Thursday, March 28, 2013

Poetic form and eco-criticism

Here are the books I mentioned yesterday in class:

For eco-critical discussions on Romantic literature, see Jonathan Bate, Song of the Earth (Harvard, 2002) and James McKusick, Green Writing: Romanticism and Ecology (Palgrave, 2000).

For an in-depth discussion of how Romantic poets use form and genre, see Stuart Curran, Poetic Form and British Romanticism (Oxford, 1986). Another important treatment of form appears in Susan Wolfson's Formal Charges (Stanford, 1999).

Curran's argument has many facets, but his approach to defining formal innovation is useful. He argues that genres and forms have a "logic" that arises from the history of their use and the reader's expectations. So, when we recognize the form of a Shakespearean sonnet, it carries withit certain expectations (for example, that it might monumentalize the beloved object in various ways, but it is often playing with the trope of the Petrarchan sonnet, as in "My mistresses eyes are nothing like the sun"). Curran argues that poetry of the Romantic period takes up conventional genres while transforming them and redeploying them to address the political, social, and literary climate of the late 18th and early 19th century. Romantic poets often use conventional, recognizable forms--we were discussing terza rima yesterday--while also disrupting reader's expectations about the themes and concepts associated with that form. Shelley's "Ode to the West Wind" uses terza rima, which would have immediately suggested Dante's Divine Comedy, but Shelley's poem is neither epic nor addressed to religious themes. While he invokes Dante's work (the leaves in the opening section suggest Dante's hell), he doesn't follow it's lead--and in fact, his focus on material nature (wind, leaves, storm) runs directly counter to Dante's use of allegory to plot the soul's journey toward the afterlife. Shelley's indirect political and environmental message in the poem thus pushes up against the thematic logic of the form he has chosen--and this should, as we discussed in class, be disconcerting and make use feel uneasy.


Try it: Please count, in the material below, each line containing "Image", and report only the number.
##############################
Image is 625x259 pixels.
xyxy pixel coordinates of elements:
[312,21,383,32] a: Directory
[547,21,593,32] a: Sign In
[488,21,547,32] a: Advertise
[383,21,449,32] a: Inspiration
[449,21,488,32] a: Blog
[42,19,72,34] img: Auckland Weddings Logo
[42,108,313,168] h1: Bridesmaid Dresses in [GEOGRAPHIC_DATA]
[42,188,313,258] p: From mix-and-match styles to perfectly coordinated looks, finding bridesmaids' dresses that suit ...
##############################
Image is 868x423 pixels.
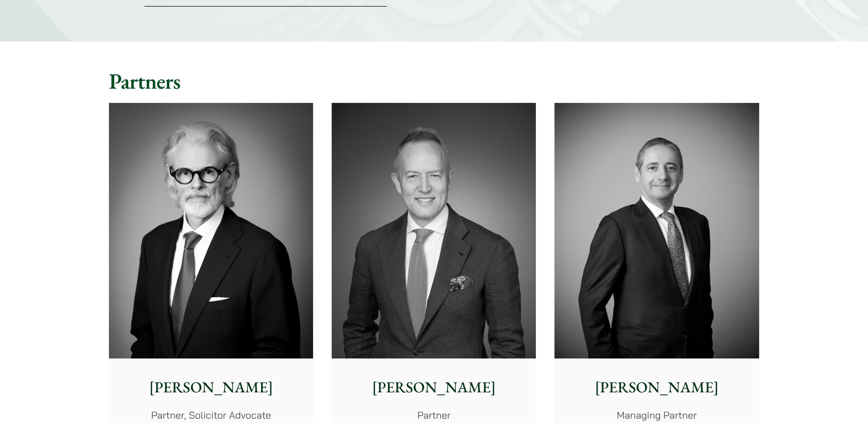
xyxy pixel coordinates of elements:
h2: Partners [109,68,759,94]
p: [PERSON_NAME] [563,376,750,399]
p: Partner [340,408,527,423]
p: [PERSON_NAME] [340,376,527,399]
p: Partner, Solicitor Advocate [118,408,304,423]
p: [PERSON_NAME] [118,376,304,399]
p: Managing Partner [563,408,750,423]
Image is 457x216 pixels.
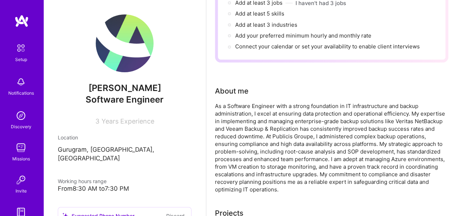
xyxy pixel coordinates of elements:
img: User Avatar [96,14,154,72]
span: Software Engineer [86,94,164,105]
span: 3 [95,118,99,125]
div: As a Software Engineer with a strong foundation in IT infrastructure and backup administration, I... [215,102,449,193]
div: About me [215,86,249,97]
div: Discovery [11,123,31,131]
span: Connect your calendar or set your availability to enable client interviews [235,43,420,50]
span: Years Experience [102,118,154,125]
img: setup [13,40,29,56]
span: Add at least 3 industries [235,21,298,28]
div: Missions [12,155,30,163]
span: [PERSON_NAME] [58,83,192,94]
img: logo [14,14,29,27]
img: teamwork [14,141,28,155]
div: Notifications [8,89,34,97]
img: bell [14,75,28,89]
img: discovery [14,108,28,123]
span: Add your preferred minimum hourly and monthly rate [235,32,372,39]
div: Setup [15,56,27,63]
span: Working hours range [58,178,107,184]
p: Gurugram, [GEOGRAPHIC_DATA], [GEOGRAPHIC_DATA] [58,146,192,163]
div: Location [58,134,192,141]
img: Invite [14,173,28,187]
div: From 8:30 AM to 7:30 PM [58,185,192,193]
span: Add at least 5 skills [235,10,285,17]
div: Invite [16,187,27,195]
##############################
Solution for this problem: 3